If you are a course participant, please send the solutions to these exercises to zavrel@uia.ua.ac.be before or on Wednesday March 8th, 2000. Note that the only the first three exercises are obligatory. When you submit your results, please include the Perl code you have written, the result of at least one test and the answers to the questions mentioned in the exercise.
Write a program that reads two lines of words (further called A and B), stores the words from each line in separate hash, and then prints a sorted list of words marked with the following symbols: "A" (occurs only in line A), "B" (occurs only in B), and "AB" (occurs both in A and B).
Input line A: the corpus is a collection of conversations in British English Input line B: transcripts of the conversations are also included Output: A British A English A a B also B are A collection AB conversations A corpus A in B included A is AB of AB the B transcripts
This excercise is an extension of exercise 3.2. Write a program that stores a list of word translations between two languages in a hash, and translates in both directions in a word for word fashion. Make a small lexicon of about twenty non-ambiguous words that allows you to translate some simple sentences.
This is a starred exercise which means that you may skip the exercise. Make this exercise only if you think it is interesting and you have some time left.
Extend the translation program from the previous exercise to handle ambiguous words. Hint: use multidimensional hashes and a few simple rules that look at the context of a word.
This is an extension of Exercise 4.4*. Write a program that takes a chunk of text as input, and outputs a list of letter bigrams and unigrams from that text together with their frequency, reverse sorted by frequency. Use hashes! A unigram is a single letter character, a letter bigram is a sequence of two adjacent characters. E.g. "bigram" contains the bigrams "bi ig gr ra am". Ignore case and whitespace.
Example:
Give some input text: this is the uni- and bigram count! Unigram frequencies: i 4 n 3 t 3 u 2 a 2 h 2 s 2 ! 1 b 1 c 1 d 1 g 1 o 1 r 1 m 1 e 1 - 1 Bigrams frequencies: un 2 is 2 th 2 bi 1 he 1 am 1 an 1 ig 1 hi 1 nd 1 co 1 ra 1 t! 1 i- 1 ni 1 gr 1 nt 1 ou 1
This is a starred exercise which means that you may skip the exercise. Make this exercise only if you think it is interesting and you have some time left.
Extend the program from exercise 5.3 to compute the probability of a word, assuming the probability of a word is the product of all letter bigram transition probabilities, as given in the following formula:
P(Word) = product_i P(Char_i | Char_i-1)
The bigram transition probabilities for a bigram xy are defined as: P(y|x) = freq(xy)/freq(x). Where freq(xy) is the frequency of a bigram xy, and freq(x) that of unigram x. Your program should first read some amount of text to estimate the probabilities and then ask for words and compute their probabilities.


EXERCISE INSTRUCTIONS: Below are the records; copy every line in them that holds the string "coal".

(Records drawn from a dataset)
━━━━━━━━━━━━━━━━━━━━
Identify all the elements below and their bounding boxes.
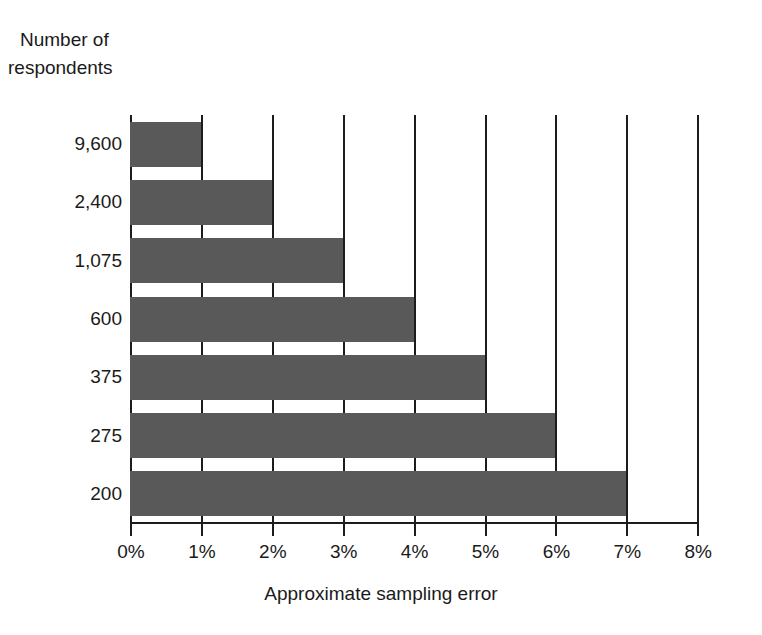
x-axis-tick-label: 8% xyxy=(668,540,728,564)
y-axis-tick-label: 1,075 xyxy=(2,250,122,272)
x-axis-tick-label: 2% xyxy=(243,540,303,564)
y-axis-tick-label: 2,400 xyxy=(2,191,122,213)
y-axis-tick-label: 600 xyxy=(2,308,122,330)
x-axis-tick xyxy=(272,523,274,536)
bar xyxy=(130,122,201,167)
x-axis-tick-label: 1% xyxy=(172,540,232,564)
x-axis-tick xyxy=(555,523,557,536)
x-axis-title: Approximate sampling error xyxy=(0,583,762,605)
x-axis-tick-label: 0% xyxy=(101,540,161,564)
gridline-7 xyxy=(626,115,628,523)
y-axis-title: Number of respondents xyxy=(8,26,113,82)
y-axis-tick-label: 375 xyxy=(2,366,122,388)
gridline-8 xyxy=(697,115,699,523)
gridline-5 xyxy=(485,115,487,523)
x-axis-tick-label: 4% xyxy=(385,540,445,564)
y-axis-title-line-1: Number of xyxy=(8,26,113,54)
gridline-6 xyxy=(555,115,557,523)
x-axis-tick-label: 5% xyxy=(456,540,516,564)
gridline-4 xyxy=(414,115,416,523)
x-axis-tick xyxy=(626,523,628,536)
bar xyxy=(130,238,343,283)
x-axis-tick xyxy=(697,523,699,536)
x-axis-tick-label: 3% xyxy=(314,540,374,564)
bar xyxy=(130,413,555,458)
y-axis-title-line-2: respondents xyxy=(8,54,113,82)
plot-area xyxy=(130,115,697,523)
x-axis-tick xyxy=(414,523,416,536)
y-axis-tick-labels: 9,6002,4001,075600375275200 xyxy=(0,115,122,523)
bar xyxy=(130,355,485,400)
x-axis-tick xyxy=(485,523,487,536)
x-axis-tick xyxy=(343,523,345,536)
bar xyxy=(130,297,414,342)
x-axis-tick xyxy=(201,523,203,536)
bar xyxy=(130,471,626,516)
x-axis-tick-label: 7% xyxy=(597,540,657,564)
y-axis-tick-label: 200 xyxy=(2,483,122,505)
y-axis-tick-label: 275 xyxy=(2,425,122,447)
y-axis-tick-label: 9,600 xyxy=(2,133,122,155)
x-axis-tick-label: 6% xyxy=(526,540,586,564)
x-axis-tick xyxy=(130,523,132,536)
bar xyxy=(130,180,272,225)
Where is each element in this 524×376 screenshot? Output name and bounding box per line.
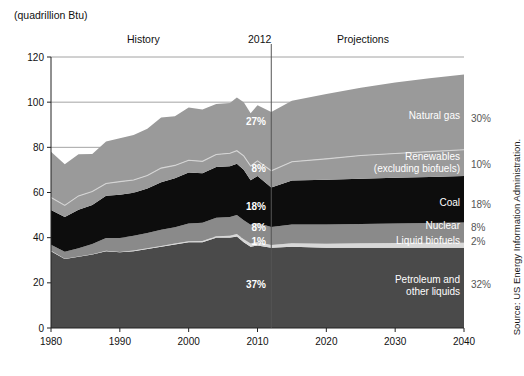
x-tick-label: 1980 <box>40 336 63 347</box>
pct-2040-renewables-excluding-biofuels: 10% <box>471 159 491 170</box>
y-tick-label: 120 <box>27 52 44 63</box>
x-tick-labels: 1980199020002010202020302040 <box>40 328 476 347</box>
percent-labels-2040: 32%2%8%18%10%30% <box>471 113 491 290</box>
pct-2012-petroleum-and-other-liquids: 37% <box>246 279 266 290</box>
y-tick-label: 0 <box>38 323 44 334</box>
stacked-area-chart: 020406080100120 198019902000201020202030… <box>0 0 524 376</box>
series-label-liquid-biofuels: Liquid biofuels <box>396 235 460 246</box>
series-label-natural-gas: Natural gas <box>409 110 460 121</box>
pct-2012-nuclear: 8% <box>252 222 267 233</box>
source-note: Source: US Energy Information Administra… <box>511 139 522 335</box>
pct-2012-renewables-excluding-biofuels: 8% <box>252 163 267 174</box>
x-tick-label: 1990 <box>109 336 132 347</box>
series-label-coal: Coal <box>439 197 460 208</box>
chart-figure: (quadrillion Btu) History 2012 Projectio… <box>0 0 524 376</box>
pct-2040-natural-gas: 30% <box>471 113 491 124</box>
x-tick-label: 2000 <box>178 336 201 347</box>
pct-2040-coal: 18% <box>471 199 491 210</box>
pct-2040-nuclear: 8% <box>471 222 486 233</box>
source-note-wrapper: Source: US Energy Information Administra… <box>508 112 524 362</box>
y-tick-label: 60 <box>33 187 45 198</box>
y-tick-labels: 020406080100120 <box>27 52 51 334</box>
x-tick-label: 2030 <box>384 336 407 347</box>
pct-2040-petroleum-and-other-liquids: 32% <box>471 279 491 290</box>
x-tick-label: 2010 <box>246 336 269 347</box>
y-tick-label: 20 <box>33 277 45 288</box>
pct-2012-coal: 18% <box>246 201 266 212</box>
series-label-nuclear: Nuclear <box>426 220 461 231</box>
pct-2012-natural-gas: 27% <box>246 116 266 127</box>
pct-2040-liquid-biofuels: 2% <box>471 236 486 247</box>
y-tick-label: 100 <box>27 97 44 108</box>
pct-2012-liquid-biofuels: 1% <box>252 236 267 247</box>
x-tick-label: 2020 <box>315 336 338 347</box>
y-tick-label: 80 <box>33 142 45 153</box>
x-tick-label: 2040 <box>453 336 476 347</box>
y-tick-label: 40 <box>33 232 45 243</box>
━━━━━━━━━━━━━━━━━━━━
WRITTEN REPLY:
series-label-coal: Coal <box>439 197 460 208</box>
pct-2040-coal: 18% <box>471 199 491 210</box>
pct-2012-coal: 18% <box>246 201 266 212</box>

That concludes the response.